Nearly every day, there is a new update or breakthrough from a major AI company. It can be hard to keep up.

So on our Launch Codes Live show, Joe (CEO) and Lauren (VP of Marketing) took to LinkedIn Live to discuss the most important news in the world of AI so you can stay up-to-date.

Here is a brief overview of the stories they covered.

Gemini Advanced is now available for a 2-month free trial.

Google Bard is officially dead.

As of February 8th, Google’s GPT competitor is now called “Gemini Advanced” and it’s available for a 2-month free trial. After the trial is over, users will have to pay a 20 USD per month subscription to continue using it.

It’s still early, and we’re still dipping our toes in with Gemini Advanced, but the 2-month free trial is a welcomed offer that we didn’t see with Chat GPT Plus. Even as we write this, Google just made an announcement about their next generation model: Gemini 1.5.

On the full episode of Launch Codes Live here, Joe and Lauren dive deeper into how Gemini and the Google ecosystem, how it might compare to Microsoft co-pilot and GPT-4, as well as some background on how Google came up with the “Gemini” name.

Why is Gemini still only as good as GPT-4? (4 Theories)

Joe came across an interesting post by Ethan Mollick (Wharton professor and AI expert) that includes 4 potential theories on why the performance of Gemini is roughly on par with GPT-4.

Here are those theories (paraphrasing Ethan’s points):

  1. Gemini and GPT-4 are both at the height of what’s possible. Essentially, this is as good as it gets for AI using LLM technology.

  2. Google trained Gemini to meet GPT-4 levels and then stopped. More will come.

  3. OpenAI has some secret sauce that the other companies can’t figure out. This is just the best that Google can do.

  4. Gemini and GPT-4 being so similar is merely a coincidence.

Ethan thought that #2 was the most likely scenario here, but admits that he has no idea for sure.

It turns out that Ethan was right with Google’s announcement today about Gemini 1.5.

It’ll be exciting to see what comes after Gemini 1.5 and beyond.

Nvidia’s lets you run an AI chatbot on your GPU.

Nvidia recently announced “Chat with RTX”, which lets anyone run an AI chatbot locally on their GPU.

It’s still in its early stages and does require quite a significant supply of text before it becomes useful, but the ability to run an LLM without the use of the internet is another glimpse into the future of what’s possible. Eventually, we will likely see LLM’s running locally on our phones in the palm of our hand.

GPT is “less lazy” now?

Another story that came out earlier this year was the announcement that GPT should be “less lazy” now. Sam Altman said that this change is coming after an OpenAI update.

Some of the theories behind why GPT was slowing down – and even refusing to complete tasks – are pretty funny. One of them was that GPT is experiencing seasonal depression and has observed that humans “slow down” during the month of December.

The real reason for the slowdown is unclear, but it’s definitely back to normal now.

Watch the full episode.

If you missed our debut of Launch Codes Live, you can watch the full recording on LinkedIn here.

And we’ll be doing these live sessions on a monthly basis going forward, so look out for the next event on LinkedIn in March!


▶ **What you have to do**
Images are to be skipped; everything else in the records must be repeated exactly.
==*==
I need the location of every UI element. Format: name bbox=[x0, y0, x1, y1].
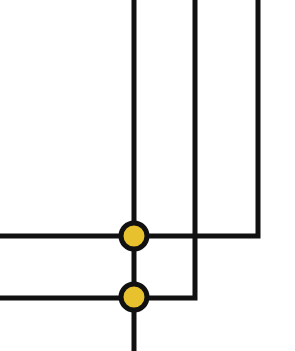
line-b bbox=[134, 0, 195, 298]
line-diagram bbox=[0, 0, 295, 351]
junction-bottom bbox=[121, 284, 147, 310]
junction-top bbox=[121, 223, 147, 249]
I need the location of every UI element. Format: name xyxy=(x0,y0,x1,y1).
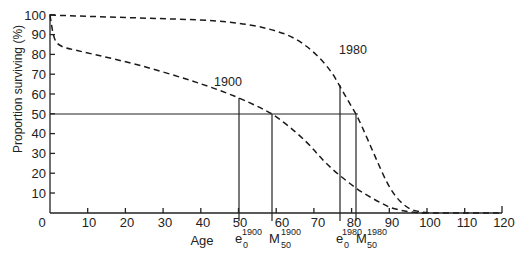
m50-1980-sub: 50 xyxy=(367,240,377,250)
y-tick-30: 30 xyxy=(32,146,46,161)
marker-e0-1900: e 0 1900 xyxy=(235,227,262,250)
e0-1900-sup: 1900 xyxy=(242,227,262,237)
m50-1900-main: M xyxy=(269,231,280,246)
x-tick-20: 20 xyxy=(120,215,134,230)
x-tick-30: 30 xyxy=(158,215,172,230)
curve-label-1900: 1900 xyxy=(214,75,242,89)
m50-1900-sup: 1900 xyxy=(281,227,301,237)
y-tick-40: 40 xyxy=(32,126,46,141)
y-tick-100: 100 xyxy=(24,8,46,23)
marker-m50-1900: M 50 1900 xyxy=(269,227,301,250)
x-tick-120: 120 xyxy=(493,215,515,230)
y-tick-60: 60 xyxy=(32,87,46,102)
m50-1900-sub: 50 xyxy=(281,240,291,250)
y-tick-20: 20 xyxy=(32,166,46,181)
y-tick-labels: 100 90 80 70 60 50 40 30 20 10 xyxy=(24,8,46,201)
x-tick-110: 110 xyxy=(457,215,478,230)
y-tick-70: 70 xyxy=(32,67,46,82)
survival-chart: 100 90 80 70 60 50 40 30 20 10 0 10 20 3… xyxy=(0,0,530,258)
curve-label-1980: 1980 xyxy=(339,43,367,57)
y-tick-10: 10 xyxy=(32,186,46,201)
marker-m50-1980: M 50 1980 xyxy=(356,227,387,250)
x-axis-title: Age xyxy=(190,233,213,248)
x-tick-10: 10 xyxy=(82,215,96,230)
x-ticks xyxy=(88,206,502,213)
m50-1980-sup: 1980 xyxy=(367,227,387,237)
e0-1900-sub: 0 xyxy=(243,240,248,250)
y-axis-title: Proportion surviving (%) xyxy=(11,25,25,153)
x-tick-40: 40 xyxy=(196,215,210,230)
reference-lines xyxy=(50,85,358,221)
y-ticks xyxy=(50,15,55,193)
y-tick-90: 90 xyxy=(32,27,46,42)
y-tick-80: 80 xyxy=(32,47,46,62)
m50-1980-main: M xyxy=(356,231,367,246)
y-tick-50: 50 xyxy=(32,107,46,122)
x-tick-70: 70 xyxy=(311,215,325,230)
origin-label: 0 xyxy=(38,215,45,230)
x-tick-100: 100 xyxy=(419,215,441,230)
e0-1980-sub: 0 xyxy=(344,240,349,250)
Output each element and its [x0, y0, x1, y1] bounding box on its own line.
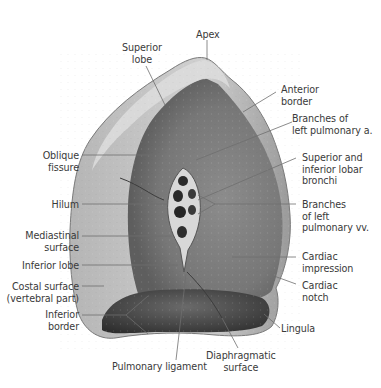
label-oblique-fissure: Oblique fissure: [43, 150, 79, 173]
label-branches-pulmonary-vv: Branches of left pulmonary vv.: [302, 199, 369, 234]
label-pulmonary-ligament: Pulmonary ligament: [112, 361, 207, 373]
label-lobar-bronchi: Superior and inferior lobar bronchi: [302, 152, 363, 187]
label-diaphragmatic-surface: Diaphragmatic surface: [206, 350, 276, 373]
label-inferior-lobe: Inferior lobe: [22, 260, 79, 272]
label-hilum: Hilum: [52, 199, 79, 211]
label-cardiac-impression: Cardiac impression: [302, 251, 353, 274]
label-superior-lobe: Superior lobe: [122, 42, 162, 65]
lung-diagram: Apex Superior lobe Anterior border Branc…: [0, 0, 381, 388]
label-apex: Apex: [196, 29, 220, 41]
label-cardiac-notch: Cardiac notch: [302, 280, 338, 303]
label-branches-pulmonary-a: Branches of left pulmonary a.: [292, 113, 373, 136]
label-costal-surface: Costal surface (vertebral part): [7, 281, 79, 304]
label-inferior-border: Inferior border: [45, 309, 79, 332]
label-lingula: Lingula: [281, 323, 315, 335]
label-anterior-border: Anterior border: [281, 84, 319, 107]
label-mediastinal-surface: Mediastinal surface: [25, 230, 79, 253]
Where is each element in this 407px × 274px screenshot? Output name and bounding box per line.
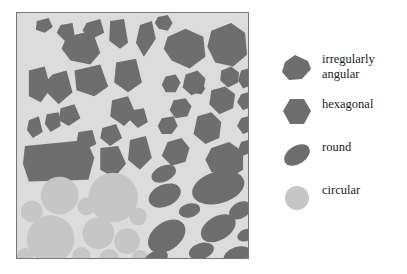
irregular-polygon-swatch	[278, 52, 316, 86]
figure-root: irregularly angular hexagonal round circ…	[0, 0, 407, 274]
hexagon-swatch	[278, 95, 316, 129]
panel-illustration	[17, 13, 248, 258]
legend-label-hexagonal: hexagonal	[322, 95, 373, 112]
legend-item-hexagonal: hexagonal	[278, 95, 404, 129]
circle-swatch	[278, 181, 316, 215]
ellipse-swatch	[278, 138, 316, 172]
legend-label-round: round	[322, 138, 351, 155]
legend-label-circular: circular	[322, 181, 360, 198]
legend-label-irregularly-angular: irregularly angular	[322, 52, 375, 81]
legend-item-circular: circular	[278, 181, 404, 215]
shape-legend: irregularly angular hexagonal round circ…	[278, 52, 404, 224]
shape-classification-panel	[16, 12, 249, 259]
legend-item-round: round	[278, 138, 404, 172]
legend-item-irregularly-angular: irregularly angular	[278, 52, 404, 86]
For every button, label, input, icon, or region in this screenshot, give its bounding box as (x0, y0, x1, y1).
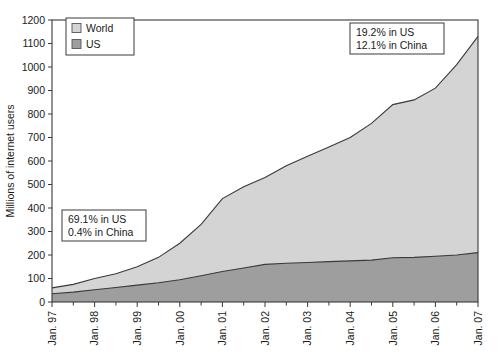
annotation-right-line-1: 19.2% in US (356, 26, 414, 38)
x-tick-label: Jan. 01 (216, 311, 228, 346)
y-tick-label: 100 (27, 272, 45, 284)
y-tick-label: 1000 (22, 61, 46, 73)
y-tick-label: 600 (27, 155, 45, 167)
legend: World US (66, 18, 134, 55)
internet-users-area-chart: 0100200300400500600700800900100011001200… (0, 0, 499, 361)
y-tick-label: 800 (27, 108, 45, 120)
y-tick-label: 1200 (22, 14, 46, 26)
annotation-left: 69.1% in US 0.4% in China (62, 210, 146, 241)
y-tick-label: 700 (27, 131, 45, 143)
x-tick-label: Jan. 04 (344, 311, 356, 346)
y-axis-title: Millions of internet users (4, 104, 16, 217)
annotation-right: 19.2% in US 12.1% in China (350, 23, 444, 54)
y-tick-label: 200 (27, 249, 45, 261)
legend-swatch-us (72, 40, 81, 49)
x-tick-label: Jan. 99 (131, 311, 143, 346)
x-tick-label: Jan. 05 (387, 311, 399, 346)
x-tick-label: Jan. 97 (46, 311, 58, 346)
legend-label-us: US (86, 38, 101, 50)
legend-label-world: World (86, 22, 113, 34)
annotation-left-line-1: 69.1% in US (68, 213, 126, 225)
annotation-left-line-2: 0.4% in China (68, 226, 134, 238)
x-tick-label: Jan. 98 (88, 311, 100, 346)
y-tick-label: 0 (39, 296, 45, 308)
y-tick-label: 1100 (22, 37, 45, 49)
legend-swatch-world (72, 24, 81, 33)
y-tick-label: 400 (27, 202, 45, 214)
x-tick-label: Jan. 03 (301, 311, 313, 346)
y-tick-label: 500 (27, 178, 45, 190)
x-tick-label: Jan. 00 (174, 311, 186, 346)
x-tick-label: Jan. 06 (429, 311, 441, 346)
x-tick-label: Jan. 02 (259, 311, 271, 346)
chart-svg: 0100200300400500600700800900100011001200… (0, 0, 499, 361)
y-tick-label: 900 (27, 84, 45, 96)
x-tick-label: Jan. 07 (472, 311, 484, 346)
y-tick-label: 300 (27, 225, 45, 237)
annotation-right-line-2: 12.1% in China (356, 39, 427, 51)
==*==
▶ **Result of the task**
I need the location of every UI element. Format: name bbox=[x0, y0, x1, y1].
line-b bbox=[134, 0, 195, 298]
line-diagram bbox=[0, 0, 295, 351]
junction-bottom bbox=[121, 284, 147, 310]
junction-top bbox=[121, 223, 147, 249]
I need the location of every UI element. Format: name xyxy=(x0,y0,x1,y1).
m50-1980-sub: 50 xyxy=(367,240,377,250)
y-tick-30: 30 xyxy=(32,146,46,161)
marker-e0-1900: e 0 1900 xyxy=(235,227,262,250)
e0-1900-sup: 1900 xyxy=(242,227,262,237)
m50-1900-main: M xyxy=(269,231,280,246)
x-tick-20: 20 xyxy=(120,215,134,230)
x-tick-30: 30 xyxy=(158,215,172,230)
curve-label-1900: 1900 xyxy=(214,75,242,89)
m50-1900-sup: 1900 xyxy=(281,227,301,237)
y-tick-40: 40 xyxy=(32,126,46,141)
y-tick-100: 100 xyxy=(24,8,46,23)
marker-m50-1900: M 50 1900 xyxy=(269,227,301,250)
x-tick-120: 120 xyxy=(493,215,515,230)
y-tick-60: 60 xyxy=(32,87,46,102)
m50-1900-sub: 50 xyxy=(281,240,291,250)
y-tick-20: 20 xyxy=(32,166,46,181)
y-tick-labels: 100 90 80 70 60 50 40 30 20 10 xyxy=(24,8,46,201)
x-tick-110: 110 xyxy=(457,215,478,230)
y-tick-70: 70 xyxy=(32,67,46,82)
survival-chart: 100 90 80 70 60 50 40 30 20 10 0 10 20 3… xyxy=(0,0,530,258)
curve-label-1980: 1980 xyxy=(339,43,367,57)
y-tick-10: 10 xyxy=(32,186,46,201)
marker-m50-1980: M 50 1980 xyxy=(356,227,387,250)
x-axis-title: Age xyxy=(190,233,213,248)
x-tick-10: 10 xyxy=(82,215,96,230)
x-ticks xyxy=(88,206,502,213)
m50-1980-sup: 1980 xyxy=(367,227,387,237)
e0-1900-sub: 0 xyxy=(243,240,248,250)
y-axis-title: Proportion surviving (%) xyxy=(11,25,25,153)
x-tick-40: 40 xyxy=(196,215,210,230)
reference-lines xyxy=(50,85,358,221)
y-ticks xyxy=(50,15,55,193)
y-tick-90: 90 xyxy=(32,27,46,42)
y-tick-80: 80 xyxy=(32,47,46,62)
m50-1980-main: M xyxy=(356,231,367,246)
y-tick-50: 50 xyxy=(32,107,46,122)
x-tick-70: 70 xyxy=(311,215,325,230)
origin-label: 0 xyxy=(38,215,45,230)
x-tick-100: 100 xyxy=(419,215,441,230)
e0-1980-sub: 0 xyxy=(344,240,349,250)
Output each element and its [x0, y0, x1, y1] bounding box on its own line.
label-oblique-fissure: Oblique fissure: [43, 150, 79, 173]
label-branches-pulmonary-vv: Branches of left pulmonary vv.: [302, 199, 369, 234]
label-pulmonary-ligament: Pulmonary ligament: [112, 361, 207, 373]
label-lobar-bronchi: Superior and inferior lobar bronchi: [302, 152, 363, 187]
label-diaphragmatic-surface: Diaphragmatic surface: [206, 350, 276, 373]
label-inferior-lobe: Inferior lobe: [22, 260, 79, 272]
label-hilum: Hilum: [52, 199, 79, 211]
label-cardiac-impression: Cardiac impression: [302, 251, 353, 274]
label-superior-lobe: Superior lobe: [122, 42, 162, 65]
lung-diagram: Apex Superior lobe Anterior border Branc…: [0, 0, 381, 388]
label-apex: Apex: [196, 29, 220, 41]
label-cardiac-notch: Cardiac notch: [302, 280, 338, 303]
label-branches-pulmonary-a: Branches of left pulmonary a.: [292, 113, 373, 136]
label-costal-surface: Costal surface (vertebral part): [7, 281, 79, 304]
label-inferior-border: Inferior border: [45, 309, 79, 332]
label-lingula: Lingula: [281, 323, 315, 335]
label-anterior-border: Anterior border: [281, 84, 319, 107]
label-mediastinal-surface: Mediastinal surface: [25, 230, 79, 253]
Where is each element in this 407px × 274px screenshot? Output name and bounding box per line.
irregular-polygon-swatch	[278, 52, 316, 86]
figure-root: irregularly angular hexagonal round circ…	[0, 0, 407, 274]
hexagon-swatch	[278, 95, 316, 129]
panel-illustration	[17, 13, 248, 258]
legend-label-hexagonal: hexagonal	[322, 95, 373, 112]
legend-item-hexagonal: hexagonal	[278, 95, 404, 129]
circle-swatch	[278, 181, 316, 215]
ellipse-swatch	[278, 138, 316, 172]
legend-label-round: round	[322, 138, 351, 155]
legend-label-circular: circular	[322, 181, 360, 198]
legend-label-irregularly-angular: irregularly angular	[322, 52, 375, 81]
legend-item-circular: circular	[278, 181, 404, 215]
shape-legend: irregularly angular hexagonal round circ…	[278, 52, 404, 224]
shape-classification-panel	[16, 12, 249, 259]
legend-item-round: round	[278, 138, 404, 172]
legend-item-irregularly-angular: irregularly angular	[278, 52, 404, 86]
For every button, label, input, icon, or region in this screenshot, give its bounding box as (x0, y0, x1, y1).
annotation-right-line-1: 19.2% in US (356, 26, 414, 38)
x-tick-label: Jan. 01 (216, 311, 228, 346)
y-tick-label: 100 (27, 272, 45, 284)
y-tick-label: 1000 (22, 61, 46, 73)
y-tick-label: 600 (27, 155, 45, 167)
legend: World US (66, 18, 134, 55)
internet-users-area-chart: 0100200300400500600700800900100011001200… (0, 0, 499, 361)
y-tick-label: 800 (27, 108, 45, 120)
y-tick-label: 1200 (22, 14, 46, 26)
annotation-left: 69.1% in US 0.4% in China (62, 210, 146, 241)
y-tick-label: 700 (27, 131, 45, 143)
x-tick-label: Jan. 04 (344, 311, 356, 346)
y-axis-title: Millions of internet users (4, 104, 16, 217)
annotation-right: 19.2% in US 12.1% in China (350, 23, 444, 54)
y-tick-label: 200 (27, 249, 45, 261)
legend-swatch-us (72, 40, 81, 49)
x-tick-label: Jan. 99 (131, 311, 143, 346)
x-tick-label: Jan. 05 (387, 311, 399, 346)
x-tick-label: Jan. 97 (46, 311, 58, 346)
legend-label-us: US (86, 38, 101, 50)
legend-label-world: World (86, 22, 113, 34)
annotation-left-line-1: 69.1% in US (68, 213, 126, 225)
annotation-left-line-2: 0.4% in China (68, 226, 134, 238)
x-tick-label: Jan. 98 (88, 311, 100, 346)
y-tick-label: 0 (39, 296, 45, 308)
y-tick-label: 1100 (22, 37, 45, 49)
legend-swatch-world (72, 24, 81, 33)
y-tick-label: 400 (27, 202, 45, 214)
x-tick-label: Jan. 03 (301, 311, 313, 346)
y-tick-label: 500 (27, 178, 45, 190)
x-tick-label: Jan. 00 (174, 311, 186, 346)
x-tick-label: Jan. 06 (429, 311, 441, 346)
x-tick-label: Jan. 02 (259, 311, 271, 346)
chart-svg: 0100200300400500600700800900100011001200… (0, 0, 499, 361)
y-tick-label: 900 (27, 84, 45, 96)
x-tick-label: Jan. 07 (472, 311, 484, 346)
y-tick-label: 300 (27, 225, 45, 237)
annotation-right-line-2: 12.1% in China (356, 39, 427, 51)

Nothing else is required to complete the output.